The Atlanta Journal-Constitution

‘Hymns’ captures Civil War’s final year

- By Kevin Duchschere

No era in the history of the United States has been so scrutinize­d as the four years when brother fought brother over the issues of self-government and slavery. So it’s fair to ask whether journalist S.C. Gwynne’s new book, “Hymns of the Republic: The Story of the Final Year of the American Civil War,” is really necessary.

My answer is yes. Too many Civil War books drill so deeply into the conflict that one can lose sight of what it all means. That’s not the case with Gwynne’s lucid and gripping account, in which he strings together a series of vignettes and profiles of wartime figures in novelistic fashion to tell the story of the war’s tumultuous closing months, through Abraham Lincoln’s assassinat­ion and Jefferson Davis’ humiliatin­g capture in Georgia.

Gwynne won his Civil War spurs for his acclaimed 2015 biography of Confederat­e Gen. Stonewall Jackson, whose brilliant career was cut short by friendly fire in 1863. In this book, the author picks up the narrative a few months later, when Ulysses Grant arrives in Washington.

As related by Gwynne, the year was punctuated by bloody turning points. In April, Confederat­e soldiers shot black Union troops rather than allowing them to surrender at Fort

Pillow, Tenn., outraging Northerner­s and strengthen­ing their resolve. The following month, after a series of Union disasters in the tangled Virginia woods, Grant continued to move south rather than retreat. Union soldiers were dumbfounde­d — and grateful. They were finally going to press the rebels.

William Tecumseh Sherman’s capture of Atlanta overnight bolstered Lincoln’s re-election prospects, reversed Northern pessimism about the war and ensured it almost certainly would end in a Union triumph.

Gwynne is especially good at taking a step back from the narrative to flesh out some of the war’s most compelling figures, and not just Lee and Grant. He sketches officers of varying competence, such as Union Gen. Ben Butler, who was better at preparing for attacks than making them, and the indomitabl­e Clara Barton, who wasn’t allowed to fight and thereupon mounted her own relief agency to tend to those who could.

Gwynne has said next book will be on Reconstruc­tion and titled “How the South Won the Civil War.” Another Civil War book? If it lives up to the promise of the first two that Gwynne has written, why not?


Scan the entries below for the word "JSON", then copy each line that holds it.

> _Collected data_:
Content starts

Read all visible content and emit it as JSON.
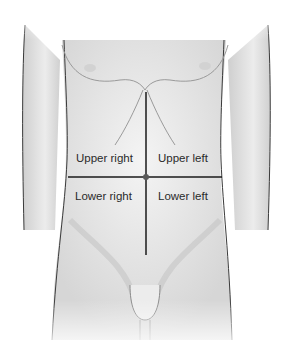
{
  "figure": {
    "quadrants": [
      {
        "id": "upper-right",
        "label": "Upper right"
      },
      {
        "id": "upper-left",
        "label": "Upper left"
      },
      {
        "id": "lower-right",
        "label": "Lower right"
      },
      {
        "id": "lower-left",
        "label": "Lower left"
      }
    ],
    "center_marker": "umbilicus",
    "colors": {
      "skin": "#e6e6e6",
      "shadow": "#b8b8b8",
      "outline": "#3a3a3a",
      "divider": "#1a1a1a",
      "text": "#2a2a2a"
    }
  }
}
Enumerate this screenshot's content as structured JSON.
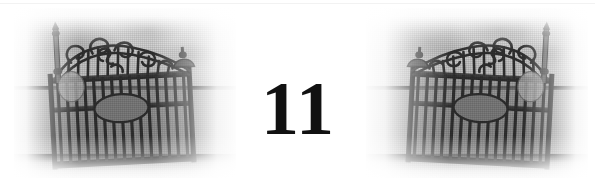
{
  "page": {
    "width": 595,
    "height": 184,
    "background_color": "#ffffff",
    "kind": "scanned-book-page-header"
  },
  "page_number": {
    "value": "11",
    "color": "#111111"
  },
  "decoration": {
    "top_rule_color": "#f2f2f2",
    "subject": "ornate wrought iron gate photograph",
    "plates": [
      {
        "name": "left-gate-photo",
        "alt": "Black and white photograph of an ornate wrought iron gate leaning against a wall",
        "mirrored": false
      },
      {
        "name": "right-gate-photo",
        "alt": "Mirrored black and white photograph of the same ornate wrought iron gate",
        "mirrored": true
      }
    ],
    "palette": {
      "sky_light": "#dedede",
      "sky_dark": "#b4b4b4",
      "horizon_line": "#2e2e2e",
      "ground": "#9b9b9b",
      "iron_dark": "#2b2b2b",
      "iron_mid": "#5d5d5d",
      "medallion": "#787878"
    }
  }
}
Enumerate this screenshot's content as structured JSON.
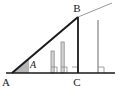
{
  "figure": {
    "type": "geometry-diagram",
    "background_color": "#ffffff",
    "line_color": "#1a1a1a",
    "bar_color": "#8c8c8c",
    "bar_fill_color": "#d9d9d9",
    "angle_shade_color": "#b3b3b3",
    "extension_color": "#999999",
    "canvas": {
      "width": 120,
      "height": 89
    },
    "labels": {
      "vertex_a": "A",
      "vertex_b": "B",
      "vertex_c": "C",
      "angle_a": "A"
    },
    "label_positions": {
      "vertex_a": {
        "x": 6,
        "y": 84
      },
      "vertex_b": {
        "x": 74,
        "y": 11
      },
      "vertex_c": {
        "x": 74,
        "y": 85
      },
      "angle_a": {
        "x": 31,
        "y": 68
      }
    },
    "points": {
      "A": {
        "x": 12,
        "y": 73
      },
      "B": {
        "x": 78,
        "y": 17
      },
      "C": {
        "x": 78,
        "y": 73
      },
      "baseline_start": {
        "x": 6,
        "y": 73
      },
      "baseline_end": {
        "x": 115,
        "y": 73
      },
      "hypotenuse_extension_end": {
        "x": 112,
        "y": 3
      }
    },
    "bars": [
      {
        "name": "bar-1",
        "x": 53,
        "top_y": 51,
        "bottom_y": 73,
        "height": 22,
        "filled": true
      },
      {
        "name": "bar-2",
        "x": 63,
        "top_y": 42,
        "bottom_y": 73,
        "height": 31,
        "filled": true
      },
      {
        "name": "bar-3",
        "x": 78,
        "top_y": 17,
        "bottom_y": 73,
        "height": 56,
        "filled": false,
        "is_vertex_bar": true
      },
      {
        "name": "bar-4",
        "x": 98,
        "top_y": 20,
        "bottom_y": 73,
        "height": 53,
        "filled": false,
        "beyond_c": true
      }
    ],
    "right_angle_markers": [
      {
        "name": "right-angle-bar-1",
        "x": 53,
        "y": 73,
        "size": 6
      },
      {
        "name": "right-angle-bar-2",
        "x": 63,
        "y": 73,
        "size": 6
      },
      {
        "name": "right-angle-at-c",
        "x": 78,
        "y": 73,
        "size": 6
      },
      {
        "name": "right-angle-bar-4",
        "x": 98,
        "y": 73,
        "size": 6
      }
    ],
    "angle_marker": {
      "name": "angle-a-shaded-wedge",
      "apex": {
        "x": 12,
        "y": 73
      },
      "radius": 17
    }
  }
}
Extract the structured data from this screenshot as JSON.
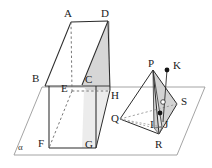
{
  "figure": {
    "caption": "",
    "width": 212,
    "height": 168,
    "background_color": "#ffffff",
    "stroke_color": "#2b2b2b",
    "light_stroke_color": "#8d8d8d",
    "shade_fill": "#d4d4d4",
    "shade_fill_light": "#bdbdbd",
    "dash_color": "#6f6f6f"
  },
  "plane": {
    "name_label": "α",
    "label_x": 18,
    "label_y": 143,
    "corners": [
      [
        14,
        155
      ],
      [
        42,
        87
      ],
      [
        205,
        87
      ],
      [
        177,
        155
      ]
    ]
  },
  "prism": {
    "labels": [
      {
        "id": "A",
        "text": "A",
        "x": 64,
        "y": 8
      },
      {
        "id": "D",
        "text": "D",
        "x": 101,
        "y": 8
      },
      {
        "id": "B",
        "text": "B",
        "x": 32,
        "y": 73
      },
      {
        "id": "C",
        "text": "C",
        "x": 85,
        "y": 74
      },
      {
        "id": "E",
        "text": "E",
        "x": 61,
        "y": 83
      },
      {
        "id": "H",
        "text": "H",
        "x": 111,
        "y": 90
      },
      {
        "id": "F",
        "text": "F",
        "x": 38,
        "y": 138
      },
      {
        "id": "G",
        "text": "G",
        "x": 85,
        "y": 139
      }
    ],
    "vertices": {
      "A": [
        71,
        22
      ],
      "D": [
        108,
        21
      ],
      "B": [
        45,
        86
      ],
      "C": [
        82,
        85
      ],
      "E": [
        72,
        91
      ],
      "H": [
        110,
        90
      ],
      "F": [
        49,
        148
      ],
      "G": [
        96,
        148
      ]
    }
  },
  "pyramid": {
    "labels": [
      {
        "id": "P",
        "text": "P",
        "x": 148,
        "y": 58
      },
      {
        "id": "K",
        "text": "K",
        "x": 173,
        "y": 60
      },
      {
        "id": "S",
        "text": "S",
        "x": 181,
        "y": 96
      },
      {
        "id": "Q",
        "text": "Q",
        "x": 111,
        "y": 113
      },
      {
        "id": "I",
        "text": "I",
        "x": 150,
        "y": 119
      },
      {
        "id": "J",
        "text": "J",
        "x": 164,
        "y": 119
      },
      {
        "id": "R",
        "text": "R",
        "x": 155,
        "y": 139
      }
    ],
    "vertices": {
      "P": [
        153,
        70
      ],
      "K": [
        167,
        70
      ],
      "S": [
        177,
        104
      ],
      "Q": [
        120,
        119
      ],
      "I": [
        154,
        128
      ],
      "J": [
        162,
        127
      ],
      "R": [
        159,
        134
      ]
    },
    "points": [
      {
        "id": "K-dot",
        "x": 167,
        "y": 70,
        "r": 2.4,
        "fill": "#141414"
      },
      {
        "id": "interior-dot",
        "x": 160,
        "y": 113,
        "r": 2.4,
        "fill": "#141414"
      },
      {
        "id": "open-dot",
        "x": 163,
        "y": 102,
        "r": 2.4,
        "fill": "#ffffff"
      }
    ]
  }
}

Content ends

> _Answer section_:
Read all visible content and emit it as JSON.
Enumerate this screenshot's content as structured JSON.
Enumerate this screenshot's content as structured JSON.
Extract the structured data from this screenshot as JSON.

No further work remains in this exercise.